Showing posts with label souping. Show all posts
Showing posts with label souping. Show all posts

Wednesday, February 10, 2016

getting right in a well world


In a photo accompanying a recent NY Times trend piece, a smiling, healthy-looking woman stands next to her soup rations for the day. The woman is souping, a new type of cleanse/detox just like juicing, but without all the sugar and calories that come with it. The article is interesting not because souping is interesting (it’s not), but by virtue of what the author, Rachel Felder, has decided to leave unasked. Lacking are questions addressing the purpose or efficacy of cleanses, or the veracity of claims made by their proponents. Without these paths of inquiry Felder unmasks the true purpose of cleanses and detoxes: as signs in the new semiotics of weight loss. They function to allow one to wish for, and work toward losing weight in situations where it would be considered culturally or medically taboo to do so. They allow for those on the leftward side of the body mass index J-curve to push lefter still, to negate a possible increase in the risk of all-cause mortality with benefits, such as clarity, glow and a reduction in toxins, that are much more difficult to measure. This is all presented as perfectly reasonable.
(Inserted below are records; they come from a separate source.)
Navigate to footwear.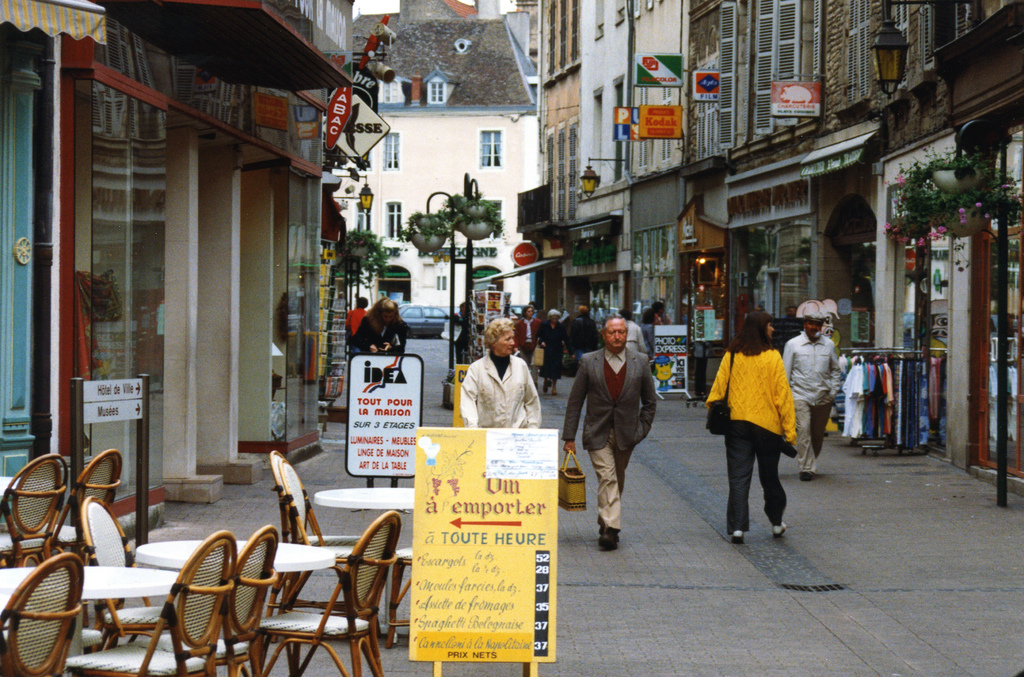
Navigation target: {"left": 551, "top": 377, "right": 556, "bottom": 395}.
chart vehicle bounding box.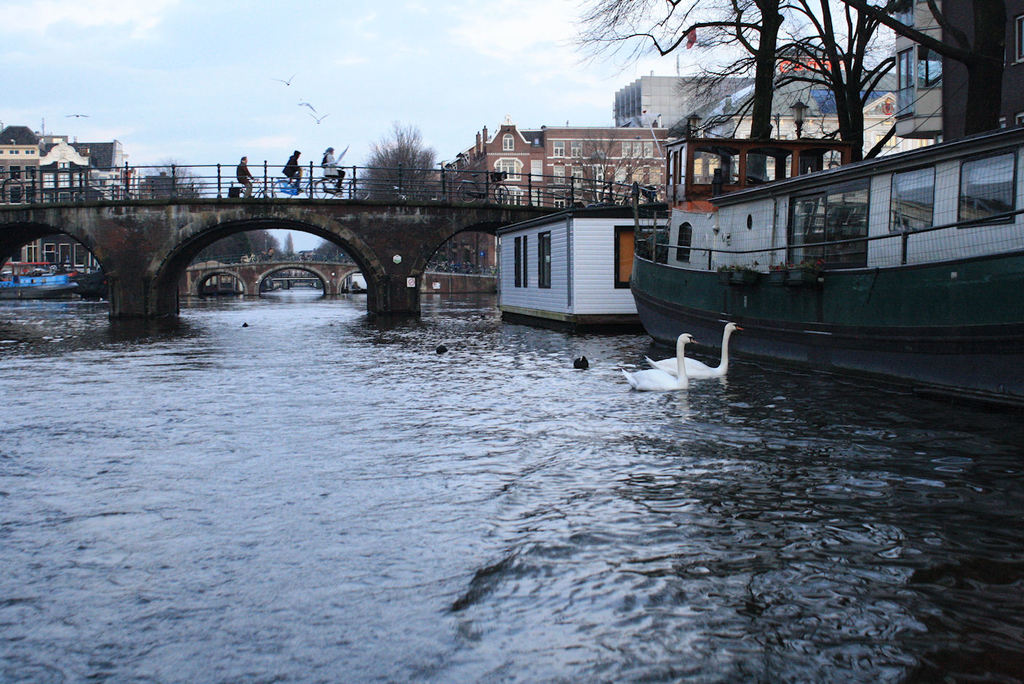
Charted: locate(0, 269, 93, 301).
Even the dietitian interviewed presents a 1200 calorie soup cleanse as only 200 calories less than the diet she often recommends to her patients. (She works with diabetic patients, many of which undoubtedly have type 2 diabetes, are overweight/obese and who would medically benefit from weight loss.) Meanwhile, discussions of diets and weight loss are reserved for overweight/obese people. Consider the experience of Sarai Walker while on a book tour to promote her new novel. She wrote, also in the NY Times,
During the audience question-and-answer period, people stood up, one after another, and made negative comments about weight. I felt like a witch surrounded by torch-wielding villagers. It was clear that even for many urban sophisticates paying to attend a festival about difficult ideas, thinking about fat as anything but bad was borderline impossible. 
Given her weight status, Walker's search for wellness was incomprehensible. A detox or cleanse would not be adequate for her because at her weight only dieting and weight loss are considered appropriate. She cannot be cleansed until she rids herself of that pesky toxin called fat. But the demand that overweight/obese people hate their bodies does not stop those of a normal weight from doing the same, they just need to discuss the treatment differently. So cleanse yourself of inadequately defined abs and thighs that touch, and get right with the well world.